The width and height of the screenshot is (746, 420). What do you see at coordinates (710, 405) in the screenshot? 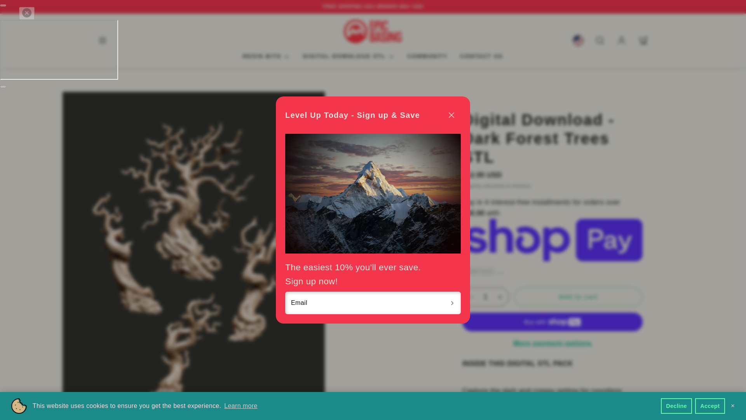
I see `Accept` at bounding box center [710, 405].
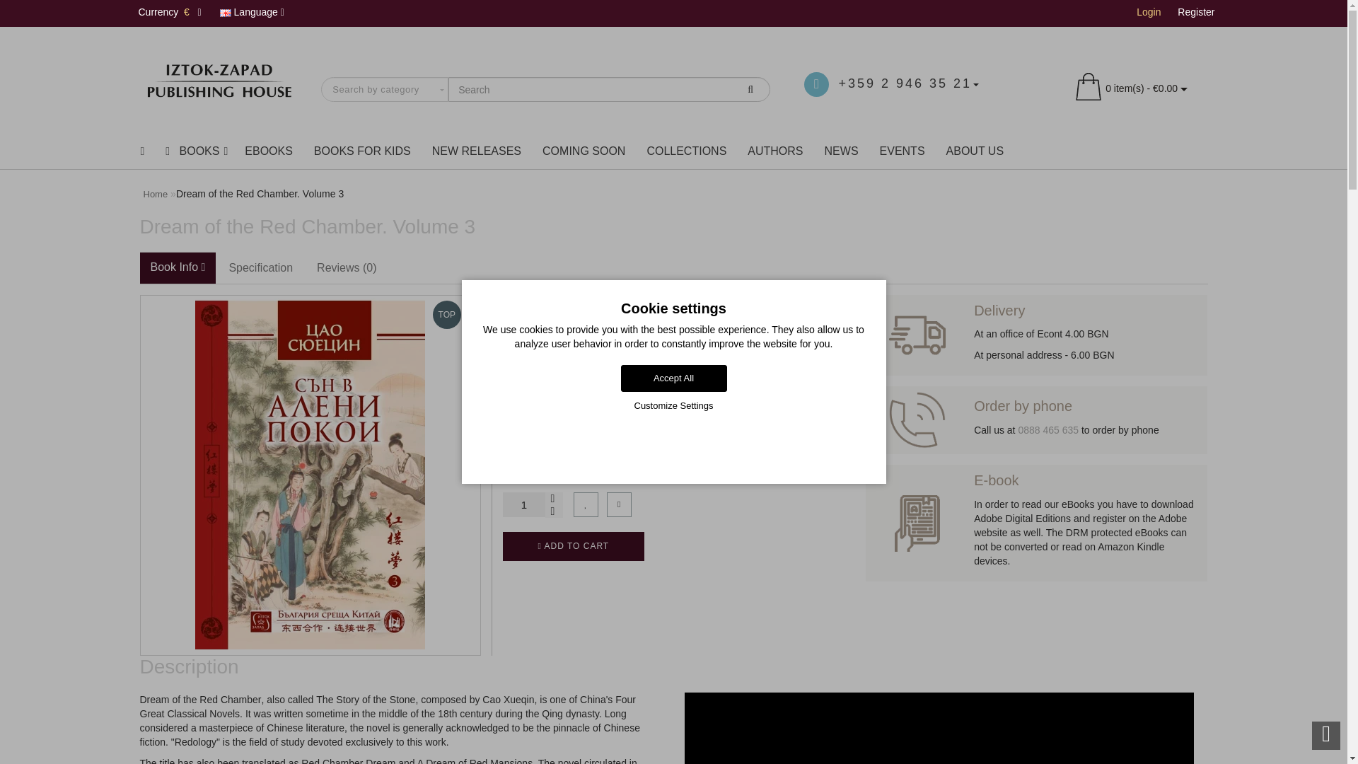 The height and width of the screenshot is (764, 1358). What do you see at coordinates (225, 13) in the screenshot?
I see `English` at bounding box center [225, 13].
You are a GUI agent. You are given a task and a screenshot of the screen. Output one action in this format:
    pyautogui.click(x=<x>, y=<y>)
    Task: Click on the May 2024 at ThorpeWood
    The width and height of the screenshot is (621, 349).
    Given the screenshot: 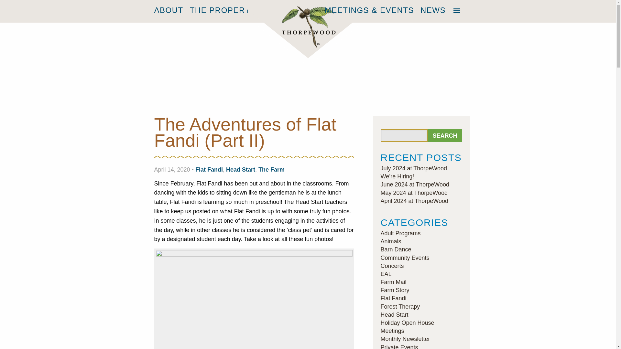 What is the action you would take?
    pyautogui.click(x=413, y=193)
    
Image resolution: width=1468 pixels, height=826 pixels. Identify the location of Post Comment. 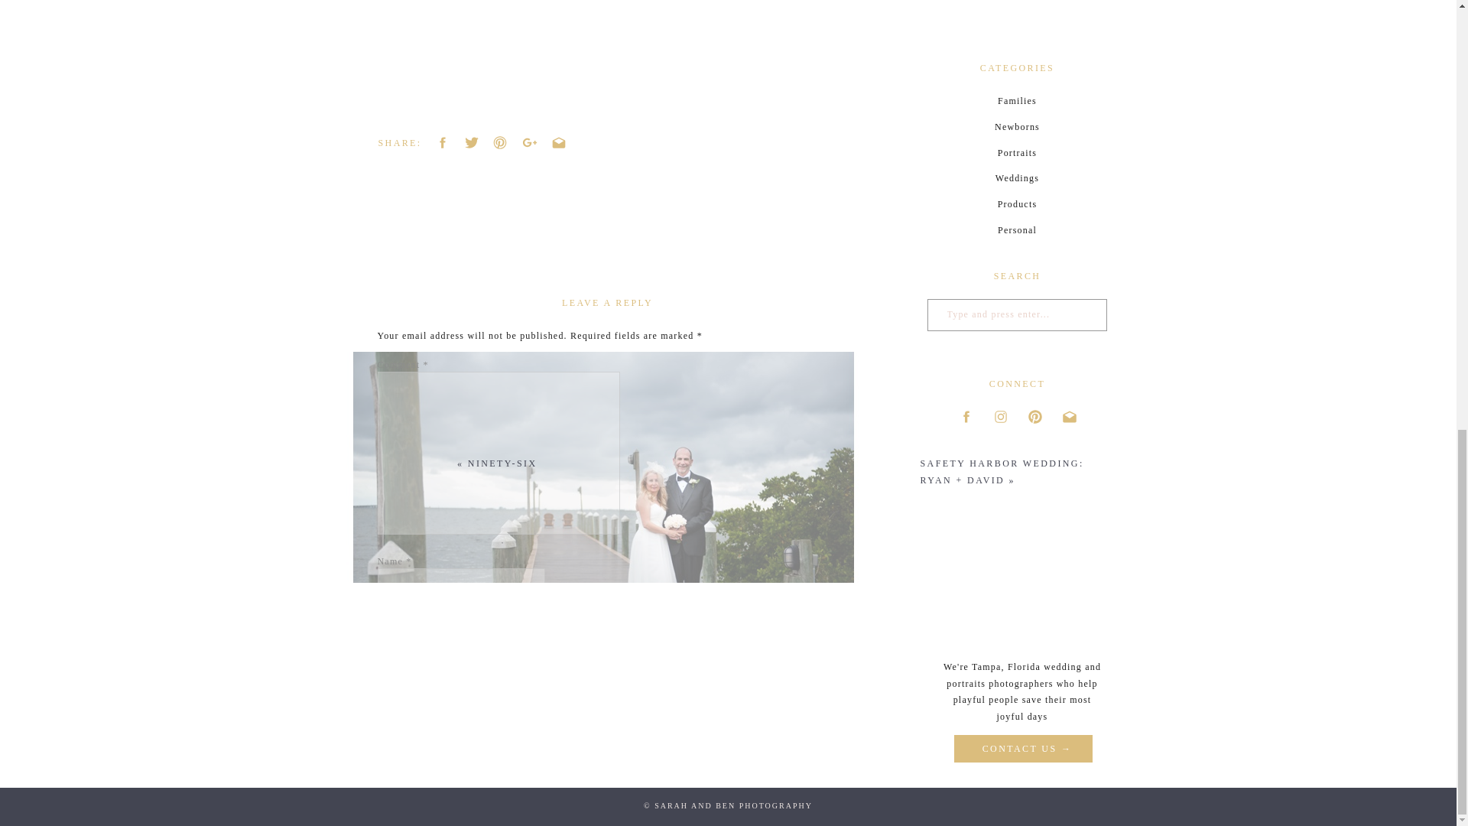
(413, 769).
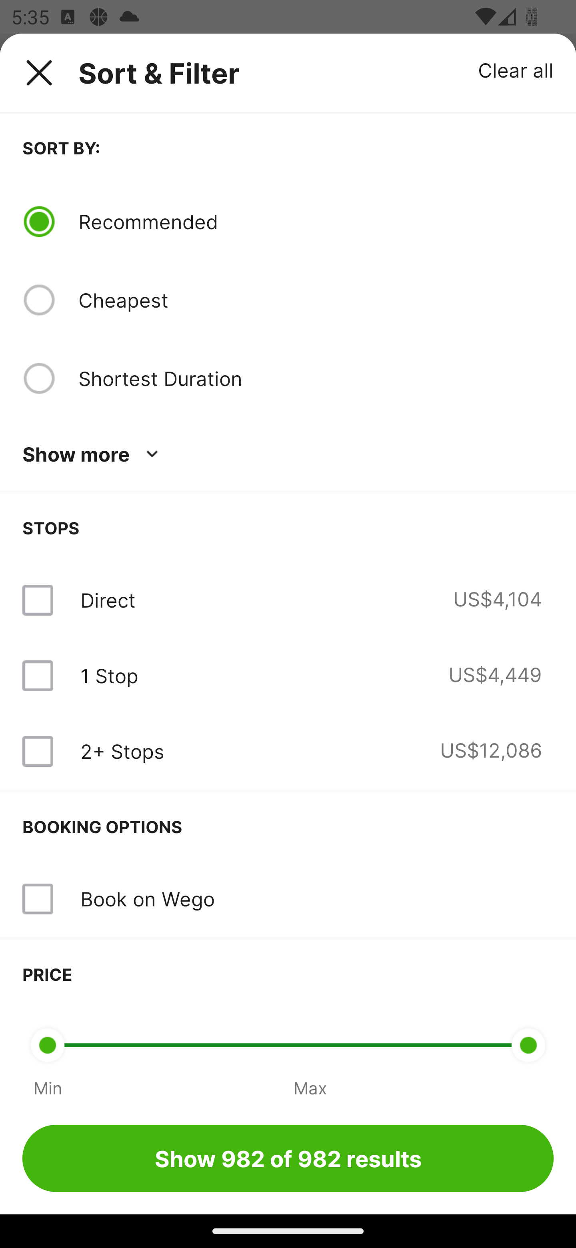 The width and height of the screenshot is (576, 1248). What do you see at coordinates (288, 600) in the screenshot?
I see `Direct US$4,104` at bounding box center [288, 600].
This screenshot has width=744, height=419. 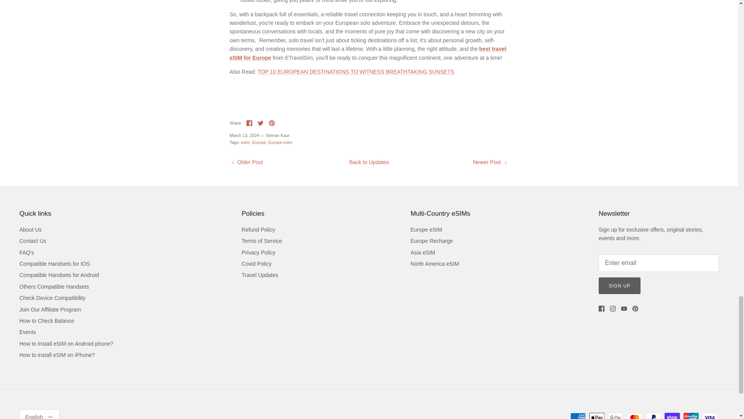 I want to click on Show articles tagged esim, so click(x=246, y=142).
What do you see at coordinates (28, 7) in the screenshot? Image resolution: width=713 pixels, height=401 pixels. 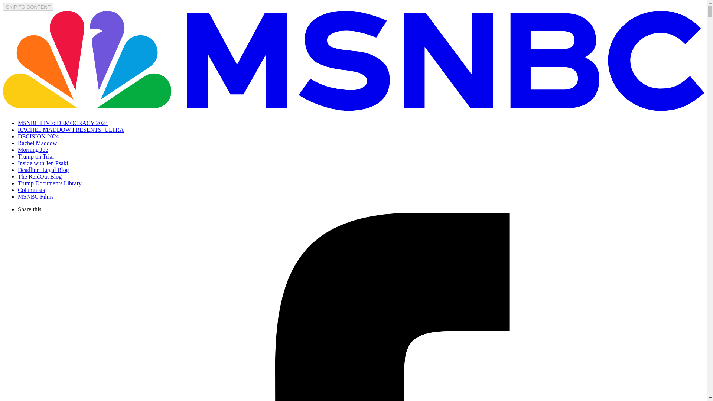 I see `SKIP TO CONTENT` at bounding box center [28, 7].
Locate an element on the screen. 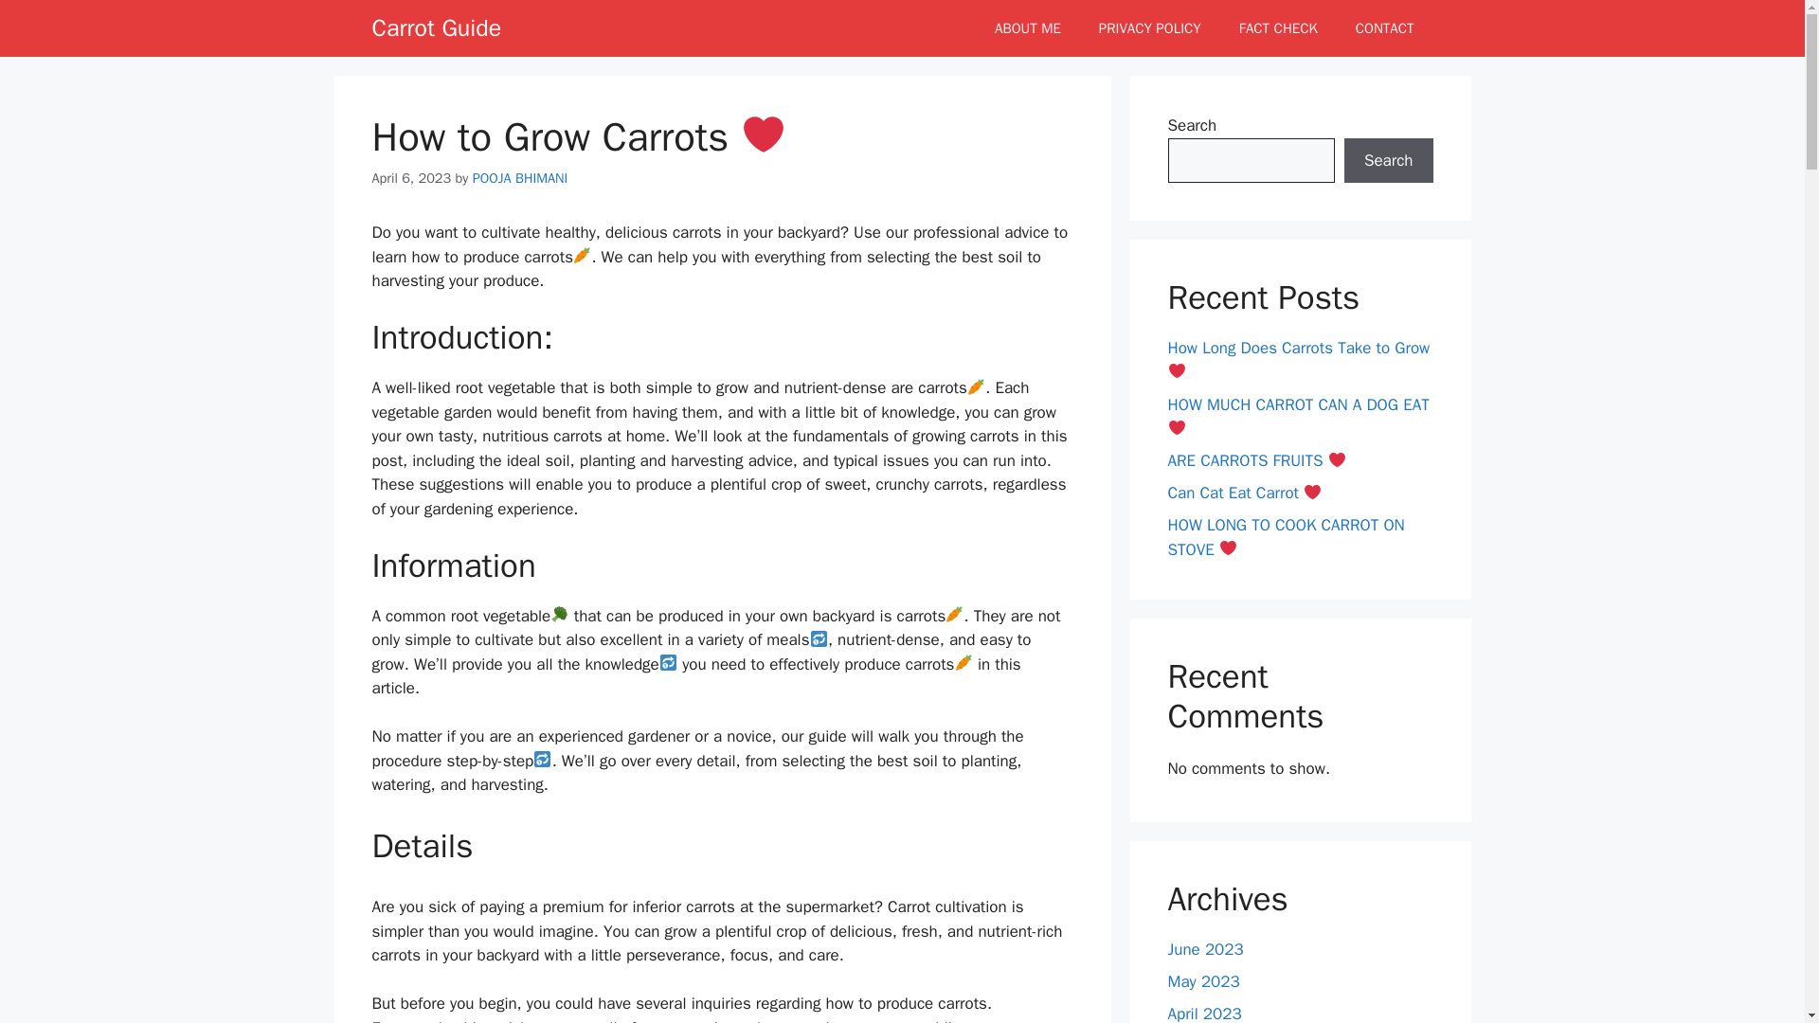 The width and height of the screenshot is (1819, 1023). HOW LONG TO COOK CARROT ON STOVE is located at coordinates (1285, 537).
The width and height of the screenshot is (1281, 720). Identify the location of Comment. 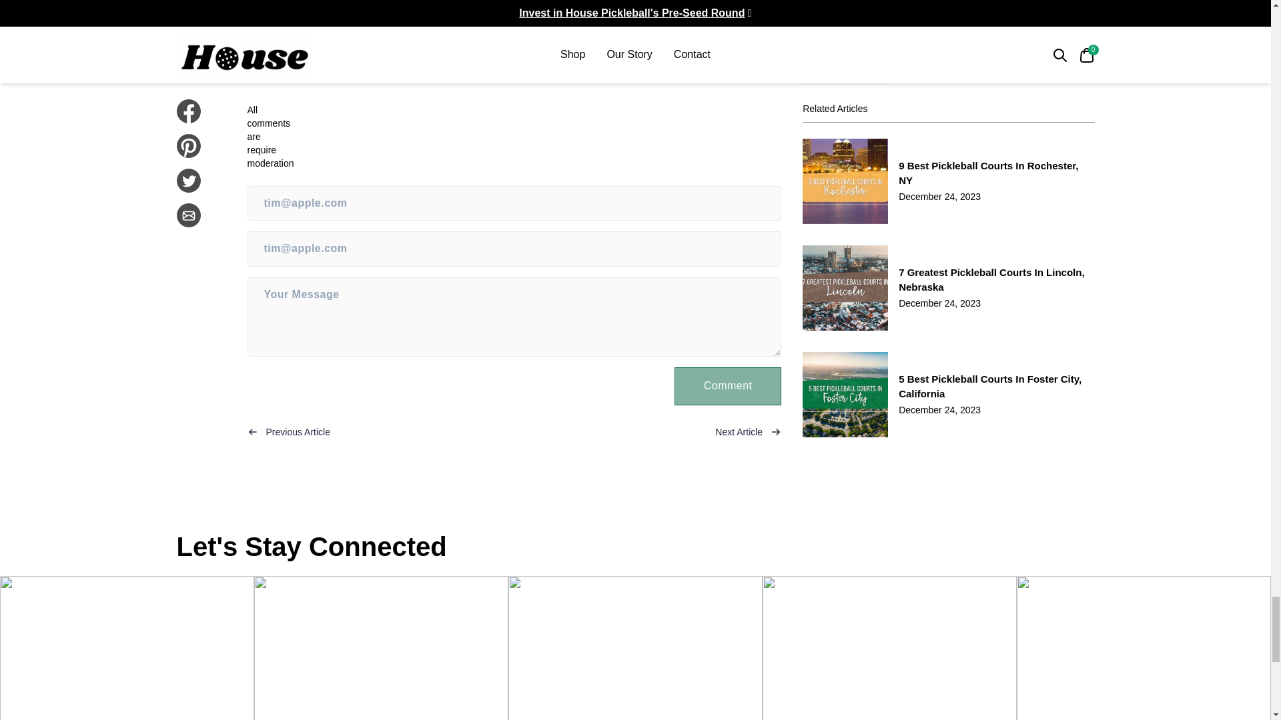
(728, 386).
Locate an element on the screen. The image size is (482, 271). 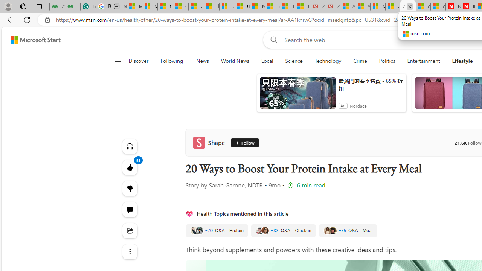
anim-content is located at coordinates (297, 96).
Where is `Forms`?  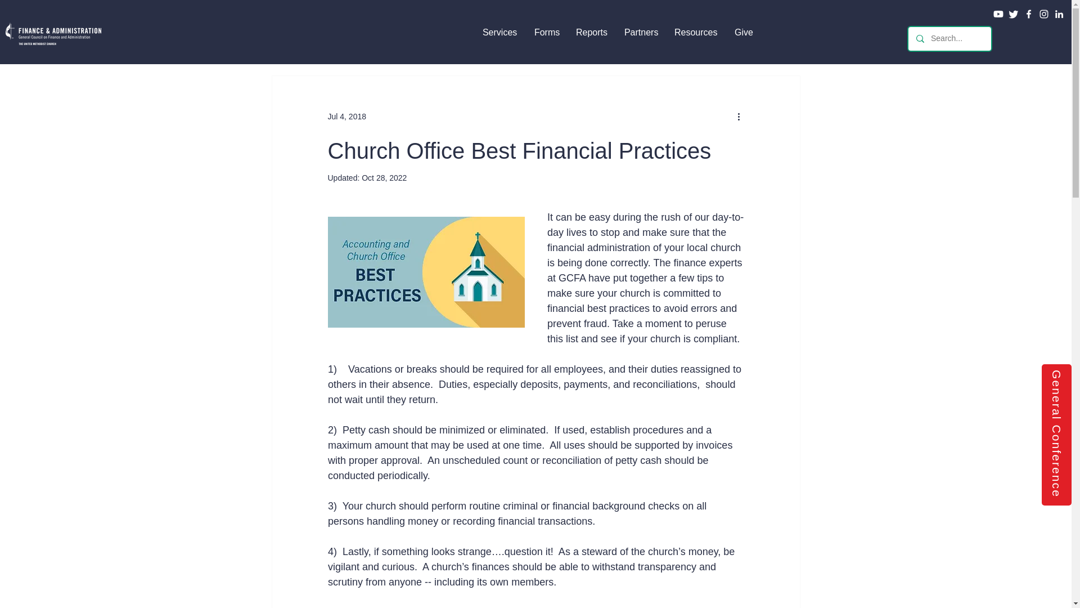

- - -

→ **Required work**
The lines wanted run from the first one in the material above through the line containing "You are a GUI"; give them again exactly, leaving out the pictures.

→ **Solution for this problem**
The width and height of the screenshot is (746, 420). What do you see at coordinates (710, 405) in the screenshot? 
I see `Accept` at bounding box center [710, 405].
 The height and width of the screenshot is (764, 1358). What do you see at coordinates (225, 13) in the screenshot?
I see `English` at bounding box center [225, 13].
You are a GUI agent. You are given a task and a screenshot of the screen. Output one action in this format:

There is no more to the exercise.